A NASA/JPL simulation of Titan’s atmosphere suggests a chaotic chemical brew conducive to life on Saturn’s most interesting moon. “Now we know that sunlight in the Titan lower atmosphere can kick-start more complex organic chemistry in liquids and solids rather than just in gases.” (Titan image via this 2011 post.)
The Future is Off-World.
James Fallows speaks with Space Adventures co-founder Eric Anderson on the coming age of space colonization. “One key to making all this happen is that we need to use the resources of space to help us colonize space…The near-Earth asteroids, which are very, very close to the Earth, are filled with resources that would be useful for people wanting to go to Mars, or anywhere else in the solar system. They contain precious resources like water, rocket fuel, strategic metals.”
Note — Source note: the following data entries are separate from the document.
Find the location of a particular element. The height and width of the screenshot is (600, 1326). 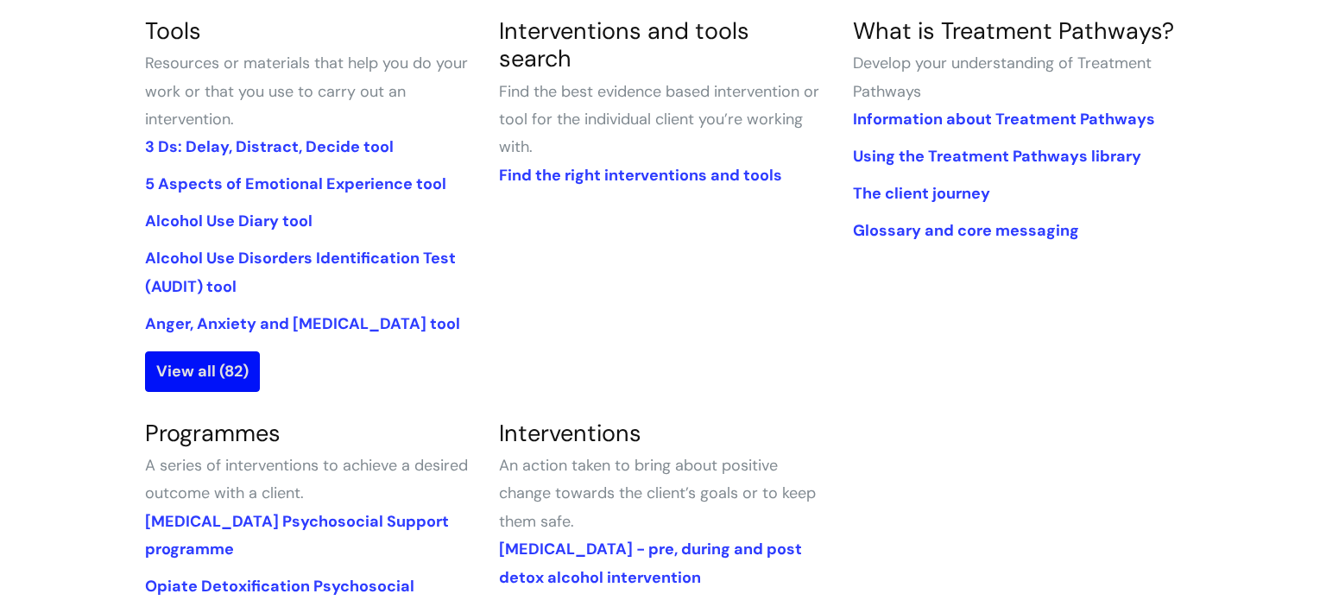

a: What is Treatment Pathways? is located at coordinates (1014, 30). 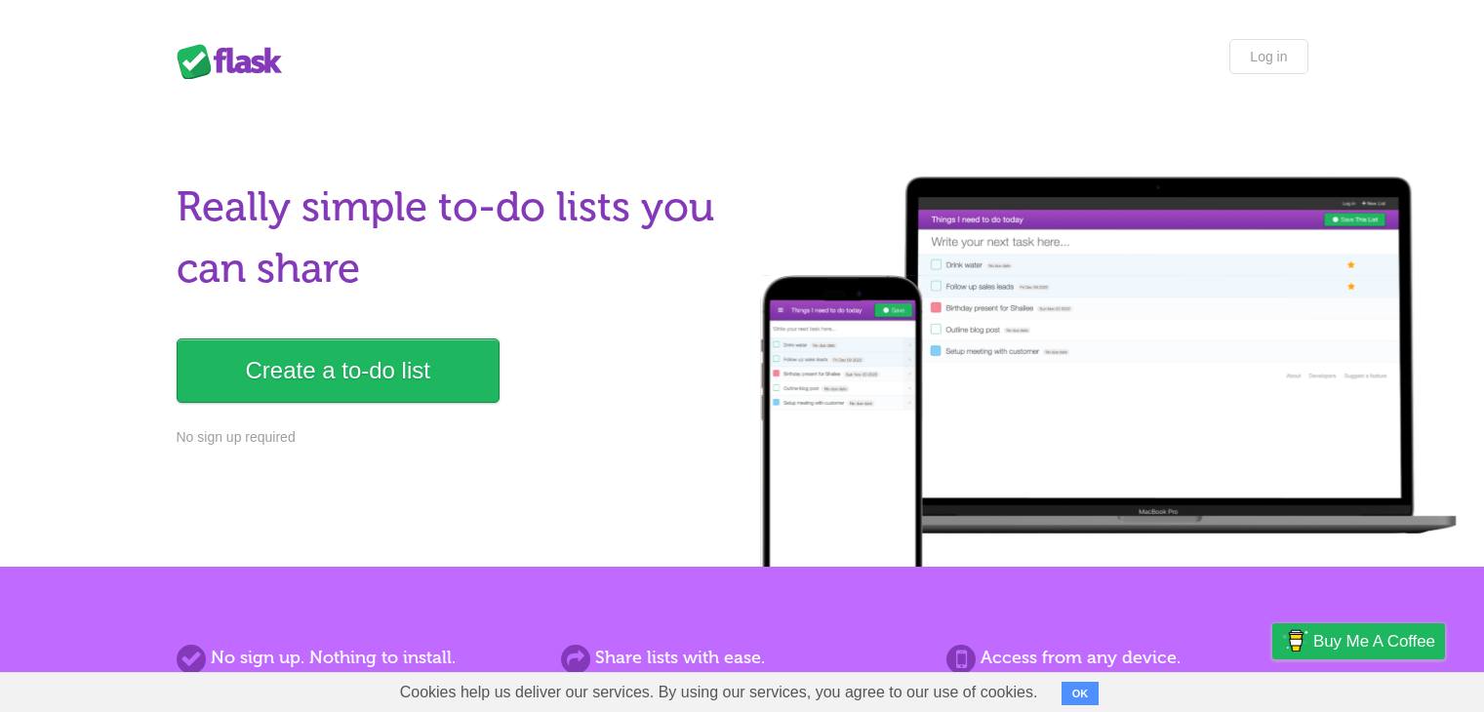 I want to click on a: Buy me a coffee, so click(x=1358, y=641). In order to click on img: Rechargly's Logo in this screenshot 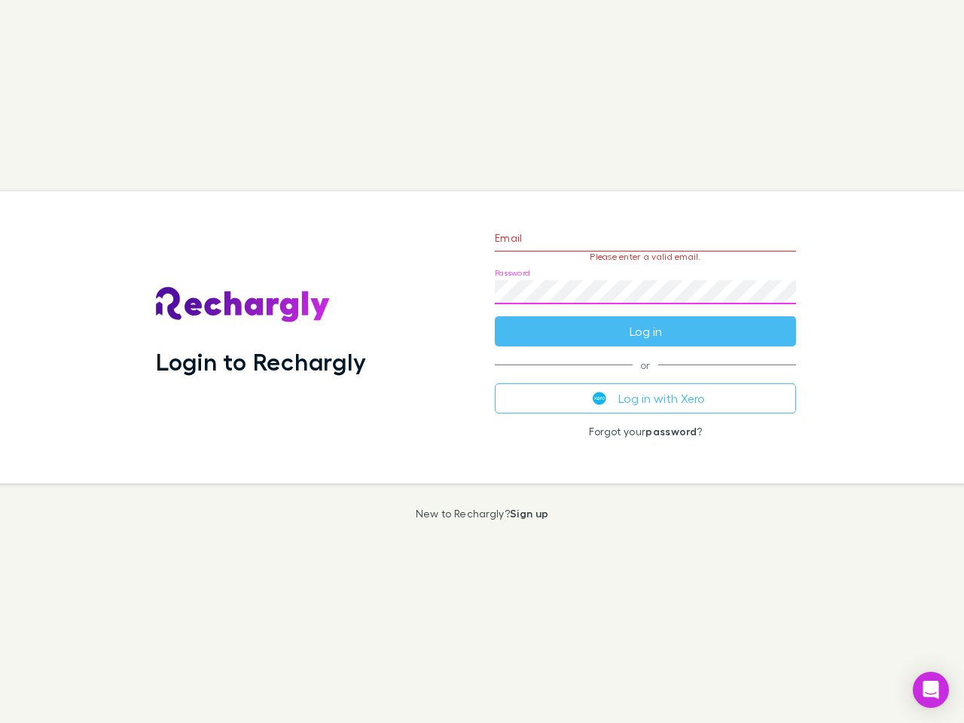, I will do `click(243, 305)`.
Along the same lines, and from last June, a Dutch company called Mars One has a very specific timetable in place for Mars colonization. “Lansdorp plans to send another couple of adventurous astronauts to join the colony every two years, but the idea is that no one gets a return journey. This is a permanent base, a Plymouth Rock in an entirely new world that will begin the long, slow and painstaking process of terraforming it.” The first four colonists, set to leave Earth in 2023, will be chosen this year.
Update: So far, it seems, the Mars One project has received 40,000 applications.
Across the Gulf of Space.
It’s been out in the fringe territories for a few years, but apparently now it’s official: Voyager I has left the Solar System. “We’re in a new region. And everything we’re measuring is different and exciting.”
Update: Belay that- NASA’s Voyager team says hold the champagne: “In December 2012, the Voyager science team reported that Voyager 1 is within a new region called ‘the magnetic highway’ where energetic particles changed dramatically. A change in the direction of the magnetic field is the last critical indicator of reaching interstellar space and that change of direction has not yet been observed.”
The Sky Will Fall.
Consider this a wake-up call. This is one more reason why we need to invest in our space program — because, right now, we are playing chicken with the universe. That deadly asteroid might not hit tomorrow, or even in 2106. But the danger is real. As author Larry Niven put it, “the dinosaurs became extinct because they didn’t have a space program. And if we become extinct because we don’t have a space program, it’ll serve us right!”
The Columbian Hills.
An auspicious site for New Rome: Seven hills on Mars are named after the fallen astronauts of Columbia. “Spirit would go on to spend several years exploring the Columbia Hills until, struggling in the Martian soil, it would finally cease to function in 2010. Which — striving and striving, until you can strive no more — seems an appropriate tribute to seven people who gave their lives so that the rest of us might forge ahead.”
Martian Microbes and the Jovian Shield.
“Under the agency’s procedures, the box should not have been opened without knowledge of a NASA scientist who is responsible for guarding Mars against contamination from Earth. But Planetary Protection Officer Catharine Conley wasn’t consulted. ‘They shouldn’t have done it without telling me,’ she said. ‘It is not responsible for us not to follow our own rules.’“
It seems NASA’s Curiosity may have inadvertently brought Terran microbes along with it, which could become hugely significant if the robot encounters water, in which case they become either the potential seeds of new life on Mars and/or the 21st-century equivalent of the smallpox blanket. Er…oops.
Meanwhile, while we’re bringing life to Mars, Jupiter may have once again protected us from a Deep Impact/Melancholia-like disaster. “This is the third time since 2009 amateur astronomers have witnessed an impact flash on Jupiter. The massive gas giant, which exerts considerable gravitational pull, is something of a cosmic whipping boy in our solar system, regularly shielding inner planets like Earth from potential collisions.” So, if you’re keeping score at home, that’s Jupiter 3, Bruce Willis 1.